Key to understanding the post-war political fringe re developments that took place in Britain in the 1980s. Specifically, these developments grew out of the British National Front (the activities of NF leaders, Derek Holland and Roberto Fiore, have been noted earlier). These developments helped set the "new nationalists" apart from the Nazi political dinosaurs who, to the young Turks of the movement, droned on endlessly about immigration and the cranial capacities of difference races. The achievement of the intellectually inclined nationalists seemed meager at first. In terms of sheer numbers, the NF membership plummeted. But over time the self-styled national revolutionary elite proved the most successful in breaking into new circles, especially those with religious affiliations.
The Third Positionists of the National Front wanted the student youth support hitherto monopolized by the Marxists. "Social Justice, Ecology and Racial Purity" were called the three pillars of the "new nationalism." The NF even took up the cause of militant "animal liberation." The party advanced a remarkably eclectic program drawn from such sources as the Distributism of Chesterton and Belloc, the agrarian utopian-socialism of William Morris, Muammar Qaddafi's Green Book, the Romanian fascist Iron Guard, and Strasserite National Socialism. Despite the confusing permutations over the years, certain key concepts have remained in steady use—"national revolution," "against capitalism and communism," "beyond left and right," etc.
NF theorists formulated strategies that have become commonplace amongst other far right groups. They can be largely credited with the "new racialism" whereby neo-fascists sought to shed an overtly Nazi racist image. They no longer advocated "race hate" but "racial separatism." In 1987, under the direction of the triumvirate of Derek Holland, Nick Griffin and Pat Harrington, the NF provoked shock and interest with headlines proclaiming solidarity with "black nationalists" like Louis Farrakhan's Nation of Islam. Little came out of it and the NF could only garner the backing of some insignificant, three-man organizations like the Pan-African International Movement. Part of the problem was that black separatists could be as bigoted as their white counterparts, and they may have felt white nationalists were just angling for good copy.
By the mid-1980s the NF had gone through a number of purges. In 1980, NF Chairman John Tyndale was ousted, and over time the old-guard neo-Nazis were eliminated in favor of the more radical revolutionary nationalists. The period 1985-6 saw a further split between the "ideologues" and the "street activists." For a time this led to a confusing state of affairs in which there were actually two rival NFs. But the smaller and more elite "Political Soldier" wing eventually came out on top. Even after the NF collapsed in 1989, giving rise to the International Third Position (ITP), the Political Soldiers set the tone for neo-fascist subversion in the years to come.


Work required
Read the entries below and pull out each line with the string "european".

The data

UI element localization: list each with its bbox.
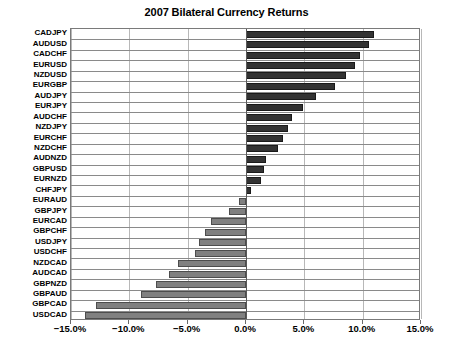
currency-returns-chart: 2007 Bilateral Currency Returns CADJPYAU… [0, 0, 453, 357]
y-label-eurusd: EURUSD [33, 60, 67, 70]
x-label-4: 5.0% [293, 323, 315, 334]
plot-area [70, 28, 420, 320]
zero-axis-line [71, 29, 419, 319]
zero-line [246, 29, 247, 319]
y-label-gbpchf: GBPCHF [33, 226, 67, 236]
y-label-usdjpy: USDJPY [35, 237, 67, 247]
x-axis-labels: −15.0%−10.0%−5.0%0.0%5.0%10.0%15.0% [0, 323, 453, 343]
y-label-gbpaud: GBPAUD [33, 289, 67, 299]
y-label-usdchf: USDCHF [34, 247, 67, 257]
y-label-euraud: EURAUD [33, 195, 67, 205]
y-label-audchf: AUDCHF [33, 112, 67, 122]
y-label-usdcad: USDCAD [33, 310, 67, 320]
y-label-audusd: AUDUSD [33, 39, 67, 49]
y-label-eurchf: EURCHF [34, 133, 67, 143]
y-label-nzdchf: NZDCHF [34, 143, 67, 153]
y-label-gbpusd: GBPUSD [33, 164, 67, 174]
x-label-0: −15.0% [54, 323, 87, 334]
y-label-eurgbp: EURGBP [33, 80, 67, 90]
y-label-eurcad: EURCAD [33, 216, 67, 226]
y-label-audcad: AUDCAD [32, 268, 67, 278]
y-label-chfjpy: CHFJPY [35, 185, 67, 195]
y-label-cadjpy: CADJPY [35, 28, 67, 38]
x-label-3: 0.0% [234, 323, 256, 334]
y-label-audnzd: AUDNZD [33, 153, 67, 163]
x-label-1: −10.0% [112, 323, 145, 334]
x-label-2: −5.0% [173, 323, 200, 334]
y-label-nzdjpy: NZDJPY [35, 122, 67, 132]
y-label-gbpnzd: GBPNZD [33, 279, 67, 289]
x-label-6: 15.0% [407, 323, 434, 334]
y-label-nzdcad: NZDCAD [33, 258, 67, 268]
y-label-audjpy: AUDJPY [35, 91, 67, 101]
y-label-eurnzd: EURNZD [34, 174, 67, 184]
y-label-cadchf: CADCHF [33, 49, 67, 59]
chart-title: 2007 Bilateral Currency Returns [0, 6, 453, 18]
gridline-6 [421, 29, 422, 319]
y-axis-labels: CADJPYAUDUSDCADCHFEURUSDNZDUSDEURGBPAUDJ… [0, 28, 67, 320]
y-label-gbpjpy: GBPJPY [35, 206, 67, 216]
y-label-nzdusd: NZDUSD [34, 70, 67, 80]
y-label-eurjpy: EURJPY [35, 101, 67, 111]
x-label-5: 10.0% [348, 323, 375, 334]
y-label-gbpcad: GBPCAD [32, 299, 67, 309]
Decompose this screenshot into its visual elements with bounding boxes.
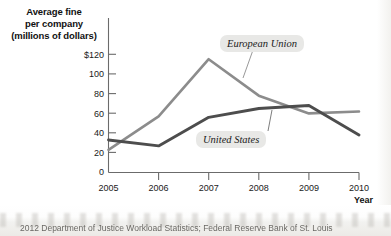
y-axis-tick-labels: $120 100 80 60 40 20 0 [84,50,104,178]
x-tick-label-2009: 2009 [299,183,319,193]
chart-figure: Average fine per company (millions of do… [0,0,391,236]
y-tick-label-0: 0 [99,167,104,177]
y-tick-label-60: 60 [94,109,104,119]
y-tick-label-20: 20 [94,148,104,158]
y-tick-label-40: 40 [94,128,104,138]
page-footer-strip: 2012 Department of Justice Workload Stat… [0,205,391,236]
y-tick-label-80: 80 [94,89,104,99]
series-annotation-united-states: United States [196,131,266,148]
line-chart-plot: $120 100 80 60 40 20 0 2005 2006 2007 20… [0,0,391,236]
y-tick-label-100: 100 [89,69,104,79]
series-annotation-european-union: European Union [220,35,304,52]
x-tick-label-2008: 2008 [249,183,269,193]
x-axis-tick-labels: 2005 2006 2007 2008 2009 2010 [98,183,369,193]
y-tick-label-120: $120 [84,50,104,60]
x-axis-ticks [159,173,359,181]
x-tick-label-2005: 2005 [98,183,118,193]
x-tick-label-2010: 2010 [349,183,369,193]
x-tick-label-2006: 2006 [149,183,169,193]
footer-source-caption: 2012 Department of Justice Workload Stat… [20,223,391,233]
leader-line-united-states [268,110,272,131]
y-axis-ticks [109,54,117,152]
page-edge-shading [377,0,391,205]
x-axis-title: Year [354,195,373,205]
leader-line-european-union [243,50,253,78]
x-tick-label-2007: 2007 [199,183,219,193]
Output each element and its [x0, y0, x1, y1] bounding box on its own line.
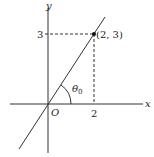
angle-label: θ0	[72, 83, 83, 96]
y-axis-label: y	[45, 0, 52, 11]
angle-label-subscript: 0	[78, 88, 82, 96]
point-label: (2, 3)	[96, 29, 123, 40]
x-tick-label: 2	[91, 108, 97, 119]
coordinate-diagram: y x O 3 2 (2, 3) θ0	[0, 0, 154, 157]
y-tick-label: 3	[37, 29, 43, 40]
origin-label: O	[51, 107, 59, 118]
angle-arc	[61, 85, 71, 104]
x-axis-label: x	[145, 98, 151, 109]
slanted-line	[19, 17, 105, 149]
diagram-canvas: y x O 3 2 (2, 3) θ0	[0, 0, 154, 157]
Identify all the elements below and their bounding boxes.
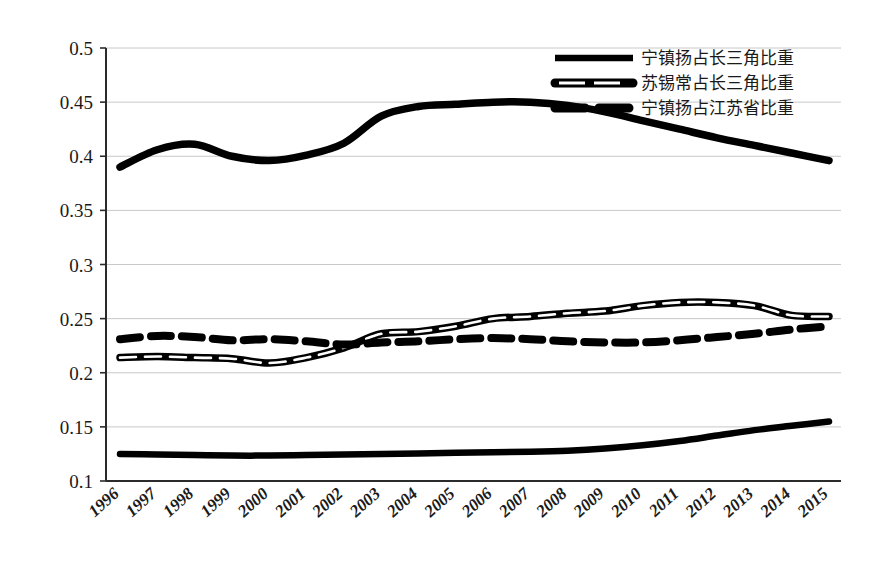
line-chart: 0.50.450.40.350.30.250.20.150.1 19961997… [0,0,886,580]
y-tick-label: 0.5 [69,38,93,59]
legend-label: 宁镇扬占江苏省比重 [641,99,794,118]
y-tick-label: 0.15 [60,417,93,438]
y-tick-label: 0.25 [60,309,93,330]
y-tick-label: 0.45 [60,92,93,113]
y-tick-label: 0.2 [69,363,93,384]
y-tick-label: 0.4 [69,146,93,167]
chart-container: 0.50.450.40.350.30.250.20.150.1 19961997… [0,0,886,580]
y-tick-label: 0.3 [69,255,93,276]
y-tick-label: 0.35 [60,200,93,221]
legend-label: 宁镇扬占长三角比重 [641,49,794,68]
y-tick-label: 0.1 [69,471,93,492]
legend-label: 苏锡常占长三角比重 [641,74,794,93]
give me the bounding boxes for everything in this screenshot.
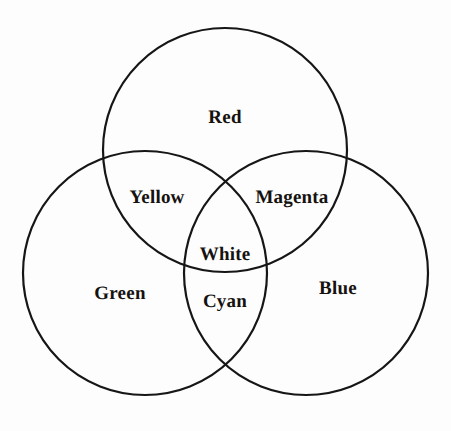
- label-yellow: Yellow: [129, 188, 184, 207]
- label-cyan: Cyan: [203, 292, 247, 311]
- venn-circles-canvas: [0, 0, 451, 431]
- label-magenta: Magenta: [255, 188, 328, 207]
- label-white: White: [200, 245, 251, 264]
- label-green: Green: [94, 284, 145, 303]
- venn-diagram: Red Yellow Magenta White Cyan Green Blue: [0, 0, 451, 431]
- label-blue: Blue: [319, 279, 357, 298]
- label-red: Red: [208, 108, 241, 127]
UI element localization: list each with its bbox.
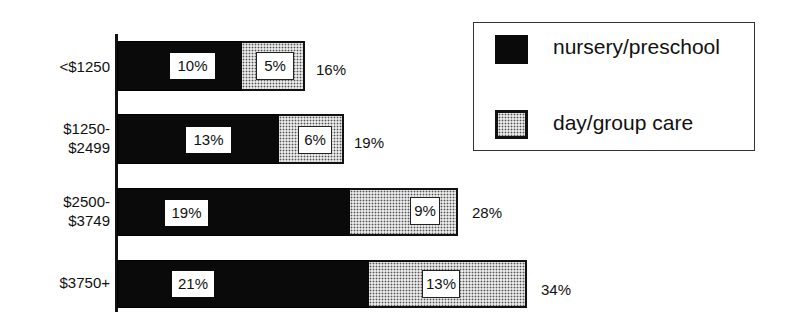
category-label: $1250- $2499 xyxy=(10,119,110,157)
legend-label: day/group care xyxy=(553,111,693,135)
legend-swatch-solid-icon xyxy=(495,35,528,64)
total-label: 34% xyxy=(541,281,571,298)
legend: nursery/preschool day/group care xyxy=(473,22,755,151)
bar-value-label: 19% xyxy=(165,200,208,226)
category-label: $3750+ xyxy=(10,273,110,292)
legend-swatch-dotted-icon xyxy=(495,110,528,139)
bar-value-label: 13% xyxy=(422,270,460,298)
category-label: <$1250 xyxy=(10,57,110,76)
total-label: 28% xyxy=(472,204,502,221)
legend-label: nursery/preschool xyxy=(553,35,720,59)
category-label-line: <$1250 xyxy=(10,57,110,76)
bar-value-label: 9% xyxy=(410,197,440,225)
category-label-line: $2499 xyxy=(10,138,110,157)
bar-nursery-preschool xyxy=(117,260,370,308)
category-label-line: $1250- xyxy=(10,119,110,138)
total-label: 16% xyxy=(316,61,346,78)
bar-value-label: 6% xyxy=(298,126,332,154)
bar-nursery-preschool xyxy=(117,188,351,236)
total-label: 19% xyxy=(354,134,384,151)
category-label: $2500- $3749 xyxy=(10,192,110,230)
bar-value-label: 5% xyxy=(256,52,294,80)
category-label-line: $3749 xyxy=(10,211,110,230)
bar-value-label: 21% xyxy=(172,271,214,297)
category-label-line: $3750+ xyxy=(10,273,110,292)
bar-value-label: 10% xyxy=(170,53,215,79)
category-label-line: $2500- xyxy=(10,192,110,211)
bar-value-label: 13% xyxy=(186,127,231,153)
bar-day-group-care xyxy=(350,188,458,236)
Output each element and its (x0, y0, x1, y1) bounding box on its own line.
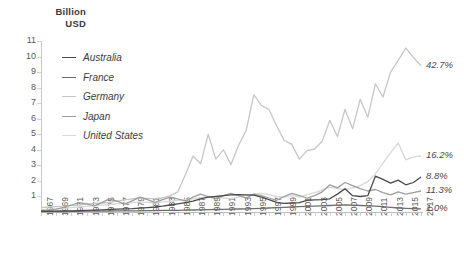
legend-item[interactable]: France (62, 68, 143, 88)
legend-label: Japan (83, 111, 110, 122)
legend-line-swatch (62, 77, 76, 78)
legend-label: Germany (83, 91, 124, 102)
line-chart: BillionUSD 1234567891011 196719691971197… (0, 0, 464, 263)
legend-item[interactable]: Australia (62, 48, 143, 68)
legend-item[interactable]: United States (62, 126, 143, 146)
legend-label: United States (83, 130, 143, 141)
legend-line-swatch (62, 57, 76, 58)
legend-label: France (83, 72, 114, 83)
legend-line-swatch (62, 135, 76, 136)
series-end-label: 16.2% (426, 149, 453, 160)
series-line-united-states (41, 143, 421, 210)
legend-line-swatch (62, 96, 76, 97)
legend-label: Australia (83, 52, 122, 63)
series-end-label: 42.7% (426, 59, 453, 70)
chart-legend: AustraliaFranceGermanyJapanUnited States (62, 48, 143, 146)
series-end-label: 8.8% (426, 170, 448, 181)
series-end-label: 1.0% (426, 202, 448, 213)
legend-item[interactable]: Germany (62, 87, 143, 107)
series-end-label: 11.3% (426, 184, 452, 195)
legend-line-swatch (62, 116, 76, 117)
legend-item[interactable]: Japan (62, 107, 143, 127)
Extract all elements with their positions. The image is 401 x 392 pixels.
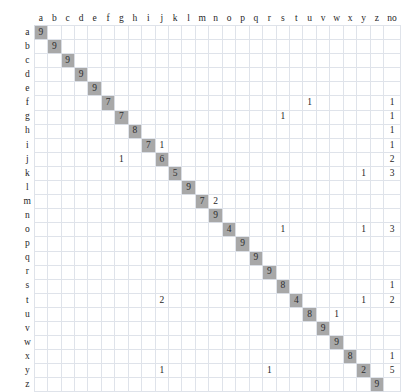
matrix-cell-b-q [249,40,262,54]
matrix-cell-n-o [222,209,235,223]
matrix-cell-j-w [330,152,344,166]
matrix-cell-o-a [34,223,47,237]
matrix-cell-p-e [88,237,101,251]
matrix-cell-p-o [222,237,235,251]
matrix-cell-x-e [88,350,101,364]
matrix-cell-j-z [370,152,383,166]
matrix-cell-l-l: 9 [182,181,195,195]
matrix-cell-j-k [169,152,182,166]
matrix-cell-g-f [101,110,114,124]
matrix-cell-g-h [128,110,141,124]
matrix-cell-f-u: 1 [303,96,316,110]
matrix-cell-g-o [222,110,235,124]
table-row: u81 [21,307,401,321]
matrix-cell-v-c [61,321,74,335]
matrix-cell-d-x [343,68,356,82]
matrix-cell-a-r [263,26,276,40]
matrix-cell-b-i [142,40,155,54]
matrix-cell-b-j [155,40,168,54]
matrix-cell-w-z [370,336,383,350]
column-header-i: i [142,13,155,26]
matrix-cell-r-v [316,265,329,279]
matrix-cell-d-c [61,68,74,82]
matrix-cell-e-k [169,82,182,96]
matrix-cell-n-v [316,209,329,223]
matrix-cell-n-c [61,209,74,223]
matrix-cell-q-r [263,251,276,265]
matrix-cell-t-u [303,293,316,307]
matrix-cell-m-a [34,195,47,209]
matrix-cell-n-k [169,209,182,223]
matrix-cell-l-n [209,181,222,195]
matrix-cell-f-t [290,96,303,110]
matrix-cell-x-b [48,350,61,364]
matrix-cell-j-no: 2 [384,152,401,166]
column-header-s: s [276,13,289,26]
matrix-cell-g-e [88,110,101,124]
matrix-cell-h-n [209,124,222,138]
matrix-cell-q-c [61,251,74,265]
matrix-cell-u-u: 8 [303,307,316,321]
row-header-p: p [21,237,34,251]
matrix-cell-e-b [48,82,61,96]
row-header-a: a [21,26,34,40]
table-row: a9 [21,26,401,40]
matrix-cell-s-k [169,279,182,293]
matrix-cell-l-y [357,181,370,195]
matrix-cell-k-v [316,166,329,180]
matrix-cell-e-o [222,82,235,96]
matrix-cell-r-s [276,265,289,279]
matrix-cell-n-t [290,209,303,223]
matrix-cell-w-u [303,336,316,350]
matrix-cell-n-x [343,209,356,223]
matrix-cell-o-y: 1 [357,223,370,237]
matrix-cell-d-g [115,68,128,82]
matrix-cell-l-g [115,181,128,195]
matrix-cell-j-s [276,152,289,166]
matrix-cell-h-q [249,124,262,138]
matrix-cell-l-no [384,181,401,195]
matrix-cell-l-a [34,181,47,195]
matrix-cell-g-no: 1 [384,110,401,124]
matrix-cell-p-p: 9 [236,237,249,251]
matrix-cell-k-h [128,166,141,180]
row-header-j: j [21,152,34,166]
matrix-cell-e-m [195,82,209,96]
matrix-cell-j-j: 6 [155,152,168,166]
matrix-cell-r-h [128,265,141,279]
matrix-cell-s-q [249,279,262,293]
matrix-cell-v-o [222,321,235,335]
matrix-corner-cell [21,13,34,26]
matrix-cell-o-b [48,223,61,237]
table-row: n9 [21,209,401,223]
matrix-cell-p-s [276,237,289,251]
matrix-cell-l-d [74,181,87,195]
matrix-cell-f-h [128,96,141,110]
matrix-cell-f-g [115,96,128,110]
row-header-b: b [21,40,34,54]
row-header-w: w [21,336,34,350]
matrix-cell-d-v [316,68,329,82]
matrix-cell-c-a [34,54,47,68]
matrix-cell-p-y [357,237,370,251]
matrix-cell-j-q [249,152,262,166]
matrix-cell-o-i [142,223,155,237]
matrix-cell-t-c [61,293,74,307]
column-header-l: l [182,13,195,26]
caption-strip [0,376,401,386]
matrix-cell-c-n [209,54,222,68]
matrix-cell-h-m [195,124,209,138]
column-header-c: c [61,13,74,26]
matrix-cell-q-z [370,251,383,265]
matrix-cell-o-r [263,223,276,237]
matrix-cell-e-x [343,82,356,96]
matrix-cell-i-l [182,138,195,152]
matrix-cell-c-g [115,54,128,68]
matrix-cell-p-k [169,237,182,251]
matrix-cell-m-c [61,195,74,209]
matrix-cell-d-j [155,68,168,82]
row-header-n: n [21,209,34,223]
matrix-cell-u-z [370,307,383,321]
matrix-cell-g-d [74,110,87,124]
matrix-cell-w-r [263,336,276,350]
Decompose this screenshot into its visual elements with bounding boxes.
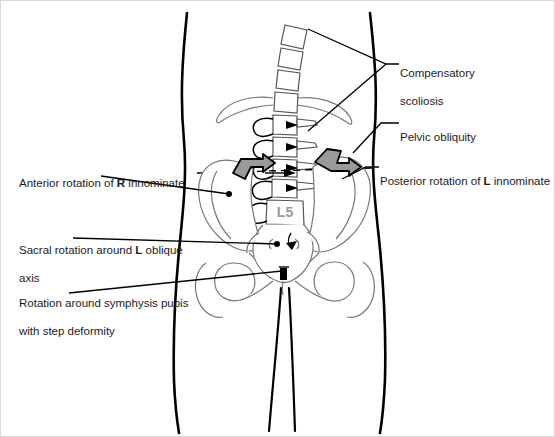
rotation-arrow-L1 — [253, 118, 273, 136]
thigh-gap-left-line — [269, 288, 281, 431]
symphysis-step-block — [280, 268, 287, 280]
label-sacral-rotation-suffix: oblique — [142, 244, 182, 256]
label-anterior-rotation-suffix: innominate — [125, 177, 184, 189]
label-compensatory-scoliosis-line1: Compensatory — [400, 66, 545, 80]
label-rotation-symphysis-pubis: Rotation around symphysis pubis with ste… — [19, 282, 199, 352]
inner-thigh-gap — [269, 288, 295, 431]
label-anterior-rotation-prefix: Anterior rotation of — [19, 177, 117, 189]
label-compensatory-scoliosis-line2: scoliosis — [400, 94, 545, 108]
label-posterior-rotation-left-innominate: Posterior rotation of L innominate — [380, 160, 555, 188]
label-posterior-rotation-prefix: Posterior rotation of — [380, 175, 484, 187]
anatomical-figure: L5 — [0, 0, 555, 437]
vertebra-L2-process-right — [297, 141, 317, 149]
label-anterior-rotation-right-innominate: Anterior rotation of R innominate — [19, 162, 199, 190]
label-sacral-rotation-line1: Sacral rotation around L oblique — [19, 243, 194, 257]
vertebra-T4 — [274, 92, 298, 113]
vertebra-T3 — [276, 70, 300, 91]
label-posterior-rotation-side: L — [484, 175, 491, 187]
vertebra-L5-label: L5 — [277, 204, 294, 220]
vertebra-T1 — [281, 25, 307, 49]
sacrum — [247, 224, 319, 295]
leader-pelvic-obliquity — [353, 123, 399, 153]
spine-upper-vertebrae — [274, 25, 307, 113]
thigh-gap-right-line — [289, 288, 295, 431]
label-sacral-rotation-prefix: Sacral rotation around — [19, 244, 135, 256]
label-symphysis-line1: Rotation around symphysis pubis — [19, 296, 199, 310]
label-pelvic-obliquity: Pelvic obliquity — [400, 116, 545, 158]
leader-compensatory-scoliosis-a — [308, 29, 399, 64]
torso-left-contour — [174, 13, 187, 433]
rotation-arrow-L4 — [252, 181, 272, 199]
label-symphysis-line2: with step deformity — [19, 324, 199, 338]
label-posterior-rotation-suffix: innominate — [491, 175, 550, 187]
coccyx — [282, 281, 283, 295]
acetabulum-right — [215, 263, 255, 301]
acetabulum-left — [314, 262, 354, 301]
dot-anterior-rotation — [226, 191, 232, 197]
dot-sacral-rotation — [274, 241, 280, 247]
label-pelvic-obliquity-line1: Pelvic obliquity — [400, 130, 545, 144]
label-compensatory-scoliosis: Compensatory scoliosis — [400, 52, 545, 122]
vertebra-T2 — [278, 48, 303, 70]
label-anterior-rotation-side: R — [117, 177, 125, 189]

Output for this exercise
series-annotation-european-union: European Union [220,35,304,52]
leader-line-european-union [243,50,253,78]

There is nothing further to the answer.